The well-known and supposedly “timeless” ludic Mexican attitude toward death exemplified by the Day of the Dead does not reflect the emotional and spiritual attitudes toward death prevalent in the colonial period. Scholars of New Spain have instead established the prevalence of an ideal of European origin rooted in the medieval literary tradition of ars moriendi and translated into Spanish lands in the early modern period: that is, the Catholic aspiration to “die well.” Hegemonic among the colonial Spanish and colonized Indigenous elite, buen morir (“dying well”) was also aspired to by plebeians. This article assays the hegemonic power of and ruptures within the Catholic ideal of “dying well,” in particular through studying the emotions associated with selected deaths in early colonial New Spain (1520–1650).
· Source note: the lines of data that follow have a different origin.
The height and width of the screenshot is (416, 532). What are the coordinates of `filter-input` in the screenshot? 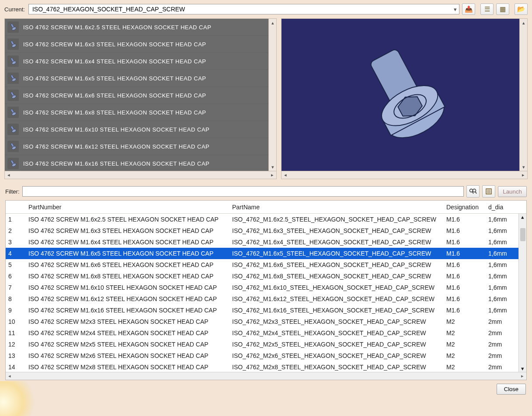 It's located at (243, 191).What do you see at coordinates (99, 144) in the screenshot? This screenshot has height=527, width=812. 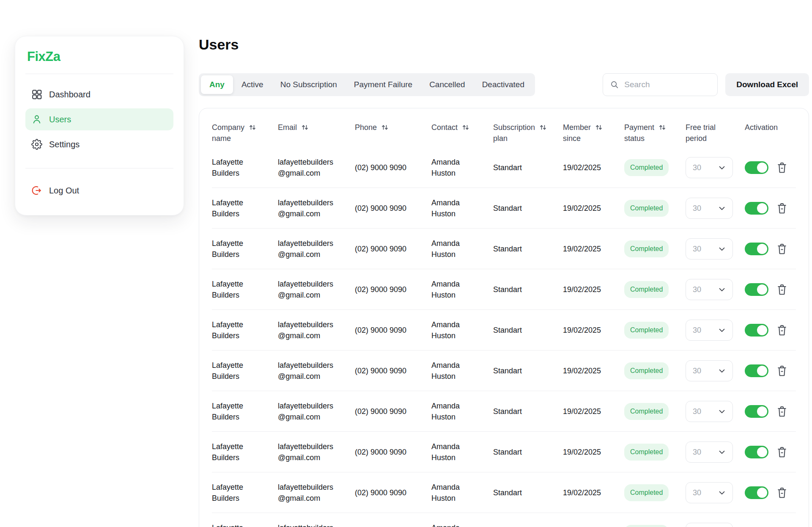 I see `sidebar-item-settings: Settings` at bounding box center [99, 144].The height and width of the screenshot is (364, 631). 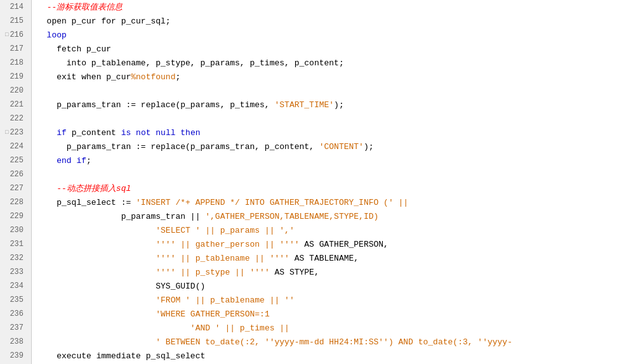 What do you see at coordinates (71, 161) in the screenshot?
I see `code-segment: end if` at bounding box center [71, 161].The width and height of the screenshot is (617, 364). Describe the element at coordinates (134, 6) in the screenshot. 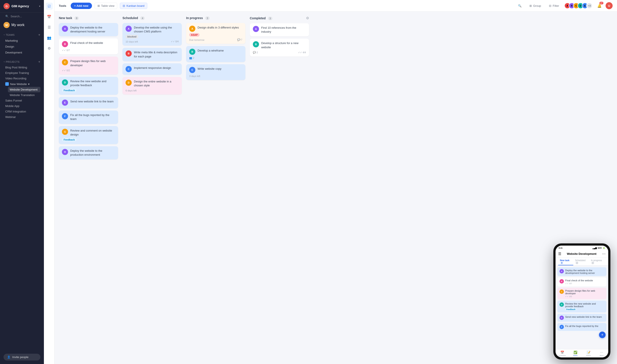

I see `kanban-view-button: ⊟ Kanban board` at that location.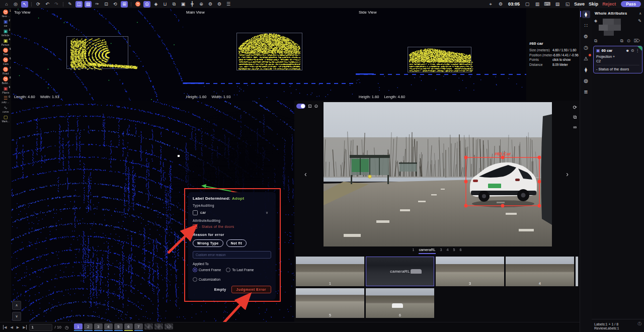 Image resolution: width=644 pixels, height=332 pixels. I want to click on sidebar-item-plants: ▣9Plants, so click(6, 90).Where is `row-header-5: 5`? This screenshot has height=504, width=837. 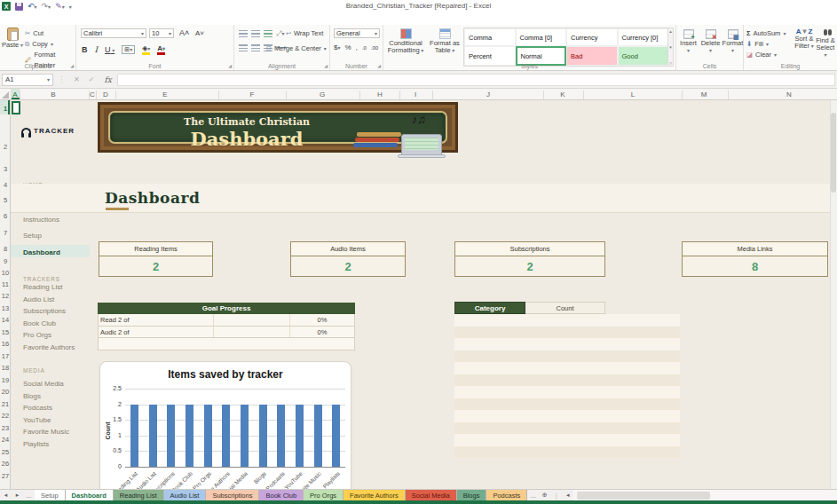 row-header-5: 5 is located at coordinates (5, 201).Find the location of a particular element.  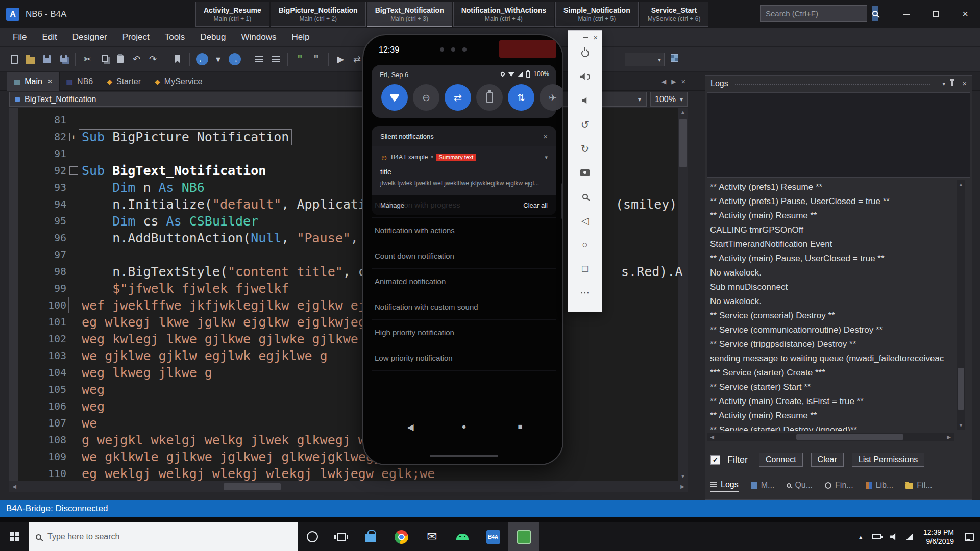

close-tab-icon: × is located at coordinates (50, 82).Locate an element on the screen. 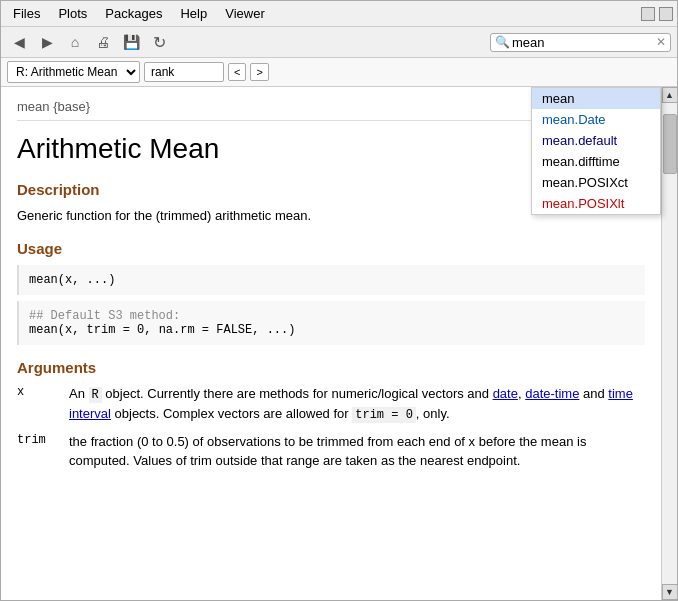 The width and height of the screenshot is (678, 601). arg-trim-desc: the fraction (0 to 0.5) of observations … is located at coordinates (357, 452).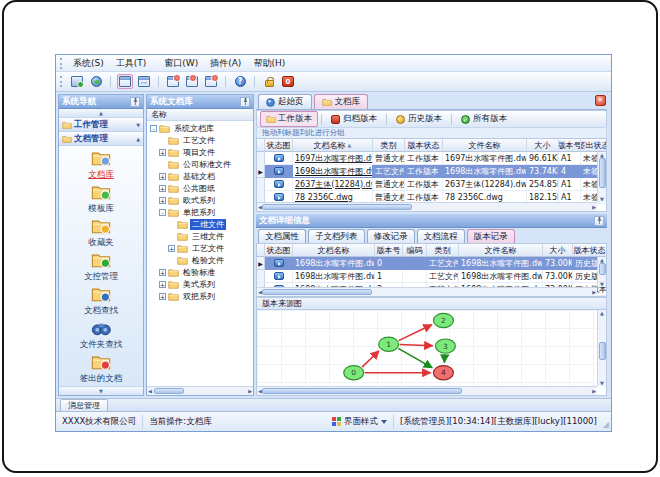 Image resolution: width=660 pixels, height=477 pixels. What do you see at coordinates (590, 250) in the screenshot?
I see `column-header: 版本状态` at bounding box center [590, 250].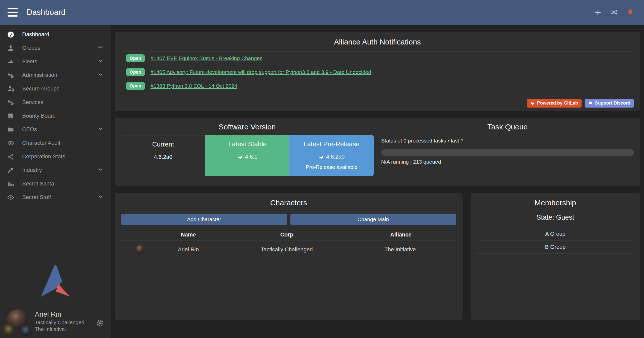  What do you see at coordinates (55, 34) in the screenshot?
I see `sidebar-item-dashboard: Dashboard` at bounding box center [55, 34].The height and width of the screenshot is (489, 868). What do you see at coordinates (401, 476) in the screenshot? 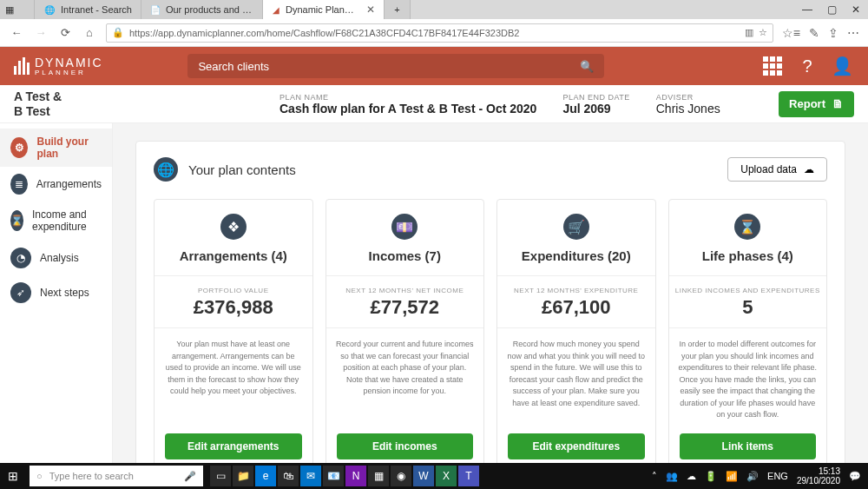
I see `chrome-icon: ◉` at bounding box center [401, 476]. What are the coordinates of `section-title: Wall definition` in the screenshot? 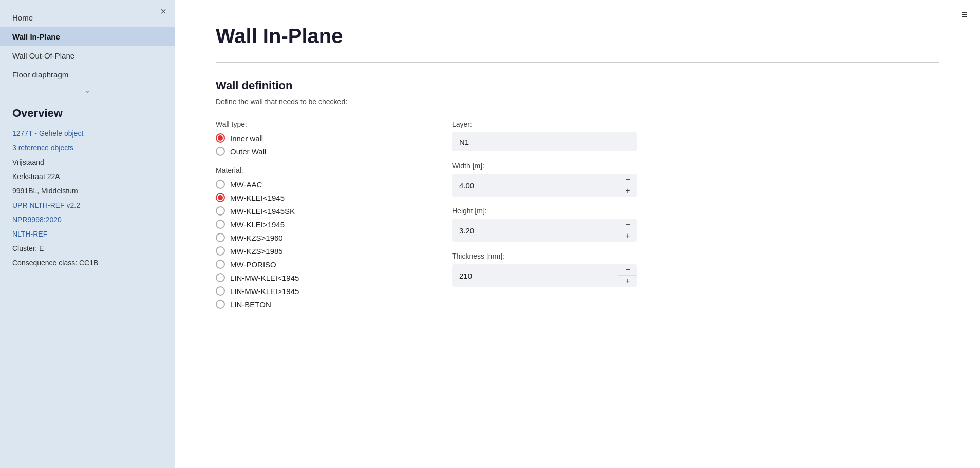 It's located at (577, 86).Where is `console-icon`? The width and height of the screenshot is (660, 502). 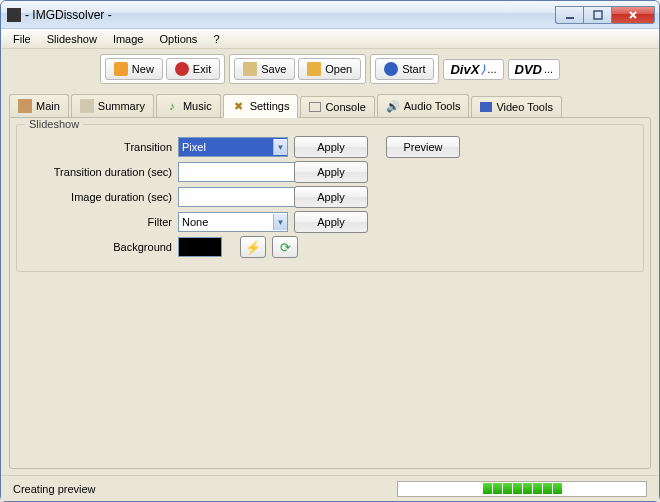
console-icon is located at coordinates (315, 107).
Drawing upon the scholarship of the “good death” ideal, Inquisition documents, and the biography (vida) of an early colonial mystic, the paper examines not merely good deaths, but bad ones. While folk saints and kings alike were said to have spoken instructive words, the dying in these cases are voiceless and often even nameless. In these cases, the moriens recedes as those around him or her experience, pray about, or debate death. With the focus off the moriens, it is possible to see both reflection and contestation of the ideals and emotions associated with the ars moriendi as those who were not dying gave voice to and embodied emotions and behaviours that were by turns licit and illicit. The paper finds that the emotions associated with death both confirmed and challenged the hegemony of the ars moriendi. Anger, shock, defiant grief, longing, and terror coexisted alongside the more appropriate emotions: sorrow and fear, certainly, but tempered by comfort, resignation, and love of God. The cases discussed here demonstrate how in their emotional responses to death, ordinary people and the clergy alike contested elements of the ars moriendi. In that sense, the vignettes captured here may suggest the outlines of a death culture indebted to the ars moriendi, but nonetheless sui generis and even, perhaps, authentically Mexican.

Kirjoittajan esittely

Jacqueline Holler, University of Northern British Columbia

Jacqueline Holler is Associate Professor of History, Chair of Global and International Studies, and Coordinator of Women’s and Gender Studies at the University of Northern British Columbia in Prince George, Canada. She is author of Escogidas Plantas: Nuns and Beatas in Mexico City, 1531–1601, co-author of general texts in Latin American history and gender studies, and author of articles and book chapters on the cultural history of early colonial New Spain, with a focus on the intersection of medicine, religion, gender, sexuality, ethnicity, and emotion. Her most recent articles and chapters study, variously, happiness and sadness in colonial Mexico; the history and historiography of emotion in colonial Latin America; the Inquisition, criminal courts, and queer sexualities in colonial Latin America; gender, demonic sex and the unnatural in colonial Mexico; emotions, agency, and girlhood in early colonial New Spain; a Mexican midwife’s toolkit and hybrid medical practice in New Spain; and the Inquisition’s interactions with midwives. Her current projects include a book-length study of the Cortés Conspiracy of 1566, a chapter on loneliness in colonial Mexico, and a SSHRC-funded large-scale study (2020–2025) of feminine cultures of healing, medical knowledge exchange, and affective solidarity in early colonial New Spain, which has led her to encounters with the textual remains of death and dying in the colony.